Tuesday, May 05, 2009

Torture has Cheney's Fingerprints All Over It.



Jane Mayer talks here about the fact that the more one looks into the torture question and who authorised it, the more one feels the presence of Dick Cheney hovering over the entire proceedings.

And the important points aren't the ones that are being made here. For instance, it's a cheap point that Condi got the amount of Americans killed wrong, or that she gets the number of stories in the twin towers wrong. Much more important was the fact that the Bush administration were warned that an attack was planned and that they did nothing.

We've known for years now that George W. Bush received a presidential daily briefing on Aug. 6, 2001, in which he was warned: "Bin Laden Determined to Strike in U.S." We've known for almost as long that Bush went fishing afterward.

What we didn't know is what happened in between the briefing and the fishing, and now Suskind is here to tell us. Bush listened to the briefing, Suskind says, then told the CIA briefer: "All right. You've covered your ass, now."

George Tenet, on hearing that the US was under attack:
"I hope its not those guys from the midwest flight school"
I understand that their failure to take action on the intelligence they received prior to 9-11 made them jumpy. They knew that the public had every right to blame them for not pursuing more aggressively the leads which were in their possession, and that this led them to dread a second attack as possibly fatal to their administration.

But the extent that they went to in order to prevent a second attack clearly strayed into illegality. Perhaps, given the anxieties of the time, this is understandable to some people, which is - I think - the case which Condi is trying to make. What's not understandable however, is the fact that these illegal practices continued for years afterwards.

And the more that comes out, the more that one feels that Dick Cheney was the man pushing the US down this illegal road. It really is not possible to talk of investigation and possible prosecutions without putting Cheney's name at the very top of the list.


**Description of the task**.
Nothing in the records may be changed; reproduce all of them.
◆ ◆ ◆ ◆ ◆
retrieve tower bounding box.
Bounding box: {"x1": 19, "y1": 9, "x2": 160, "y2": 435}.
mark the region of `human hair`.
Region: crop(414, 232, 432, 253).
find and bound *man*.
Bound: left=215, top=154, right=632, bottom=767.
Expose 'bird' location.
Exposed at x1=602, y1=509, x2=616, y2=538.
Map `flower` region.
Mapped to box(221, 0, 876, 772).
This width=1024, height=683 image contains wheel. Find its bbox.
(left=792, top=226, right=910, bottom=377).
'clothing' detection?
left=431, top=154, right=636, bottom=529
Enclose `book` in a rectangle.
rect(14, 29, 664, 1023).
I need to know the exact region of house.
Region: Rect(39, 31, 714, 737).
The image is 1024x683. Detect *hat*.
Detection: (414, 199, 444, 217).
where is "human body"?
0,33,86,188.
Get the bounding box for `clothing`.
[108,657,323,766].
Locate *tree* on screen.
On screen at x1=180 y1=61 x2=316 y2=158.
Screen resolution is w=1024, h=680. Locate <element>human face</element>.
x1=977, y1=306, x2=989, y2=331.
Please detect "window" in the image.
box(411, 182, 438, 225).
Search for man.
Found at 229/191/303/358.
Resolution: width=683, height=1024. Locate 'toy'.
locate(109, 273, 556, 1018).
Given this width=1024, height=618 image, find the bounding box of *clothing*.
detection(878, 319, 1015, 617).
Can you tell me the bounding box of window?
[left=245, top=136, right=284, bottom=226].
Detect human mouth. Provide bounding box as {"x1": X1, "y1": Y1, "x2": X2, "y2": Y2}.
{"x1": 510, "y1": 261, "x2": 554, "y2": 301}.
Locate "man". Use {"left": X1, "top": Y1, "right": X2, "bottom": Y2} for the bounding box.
◆ ◆ ◆ ◆ ◆
**Response below**.
retrieve tower bounding box.
Bounding box: {"x1": 19, "y1": 9, "x2": 160, "y2": 435}.
mark the region of `human hair`.
Region: crop(414, 232, 432, 253).
find and bound *man*.
Bound: left=215, top=154, right=632, bottom=767.
Expose 'bird' location.
Exposed at x1=602, y1=509, x2=616, y2=538.
Map `flower` region.
Mapped to box(221, 0, 876, 772).
This width=1024, height=683 image contains wheel. Find its bbox.
(left=792, top=226, right=910, bottom=377).
'clothing' detection?
left=431, top=154, right=636, bottom=529
Enclose `book` in a rectangle.
rect(14, 29, 664, 1023).
I need to know the exact region of house.
Region: Rect(39, 31, 714, 737).
The image is 1024x683. Detect *hat*.
Detection: (414, 199, 444, 217).
where is "human body"?
0,33,86,188.
Get the bounding box for `clothing`.
[108,657,323,766].
Locate *tree* on screen.
On screen at x1=180 y1=61 x2=316 y2=158.
Screen resolution is w=1024, h=680. Locate <element>human face</element>.
x1=977, y1=306, x2=989, y2=331.
Please detect "window" in the image.
box(411, 182, 438, 225).
Search for man.
Found at 229/191/303/358.
Resolution: width=683, height=1024. Locate 'toy'.
locate(109, 273, 556, 1018).
Given this width=1024, height=618 image, find the bounding box of *clothing*.
detection(878, 319, 1015, 617).
Can you tell me the bounding box of window?
[left=245, top=136, right=284, bottom=226].
Detect human mouth. Provide bounding box as {"x1": X1, "y1": Y1, "x2": X2, "y2": Y2}.
{"x1": 510, "y1": 261, "x2": 554, "y2": 301}.
Locate "man". Use {"left": X1, "top": Y1, "right": X2, "bottom": Y2} for the bounding box.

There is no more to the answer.